Digital save the dates are faster, usually more affordable, and easy for guests to receive quickly. They are especially practical if you’re planning on a shorter timeline or have many guests who are comfortable with email and online planning.
There is no rule that one is more “correct” than the other. What matters most is clarity. Guests need the date, location, and a sense of what to expect. If your budget is stretched, choosing digital save the dates can free up money for other meaningful parts of the celebration.
What to include on a save the date
Keep it simple. Your names, the wedding date, the city and state, and a note that a formal invitation will follow are usually enough.
If you have a wedding website with helpful travel or lodging details, you can include that information as well, especially for destination weddings. Just make sure anything guests see there is accurate and current. Early planning information is helpful. Confusing or unfinished information can create more questions than answers.
One thing you should not include is a request for an RSVP. Save the dates are notice, not a final headcount tool. Guests will respond later when invitations go out.
When invitations should follow
A common planning mistake is sending save the dates on time, then waiting too long to send invitations. For most weddings, invitations are mailed about 8 to 12 weeks before the wedding. For destination weddings, 10 to 12 weeks is often better, sometimes a little earlier if travel logistics are involved.
That spacing gives guests two separate touchpoints. First, they reserve the date. Later, they receive the full details and RSVP request. It keeps the planning process organized without overwhelming them all at once.
A few situations where timing changes
Not every wedding fits the standard calendar. If you’re planning a short engagement, you may send save the dates just 4 to 6 months ahead. That’s still worthwhile, especially if many guests need to travel. In that case, digital save the dates can help you move quickly.
If you’re having a very small wedding, you may decide to skip them altogether.
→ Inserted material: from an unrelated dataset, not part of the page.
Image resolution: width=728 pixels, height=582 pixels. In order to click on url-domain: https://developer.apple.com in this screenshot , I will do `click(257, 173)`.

For an intimate guest list made up of immediate family and close friends, a personal call or text may be enough at first, followed by formal invitations later.
And if your wedding plans are still shifting, trust that waiting a few extra weeks for certainty is often better than sending something before you’re ready. A clear timeline feels more reassuring to guests than an early but shaky one.
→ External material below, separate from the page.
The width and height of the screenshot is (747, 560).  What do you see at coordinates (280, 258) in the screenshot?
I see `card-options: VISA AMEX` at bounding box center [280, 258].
The best timing is the one that supports your guests
At its heart, this decision is about care. Save the dates are not just a stationery milestone or another box to check. They are one of the first ways you invite people into your celebration and show them that their presence matters.
That is why the best answer to when to send save the dates is usually this: send them as soon as your date and location are secure, and early enough for your guests to plan well. For most weddings, that means 6 to 8 months ahead. For destination, holiday, or high-travel weddings, give them 8 to 12 months if you can.
Planning a wedding comes with a hundred timing questions, and this one is worth getting right because it makes the rest feel easier. When guests have room to prepare, your celebration starts with less stress and a lot more joy.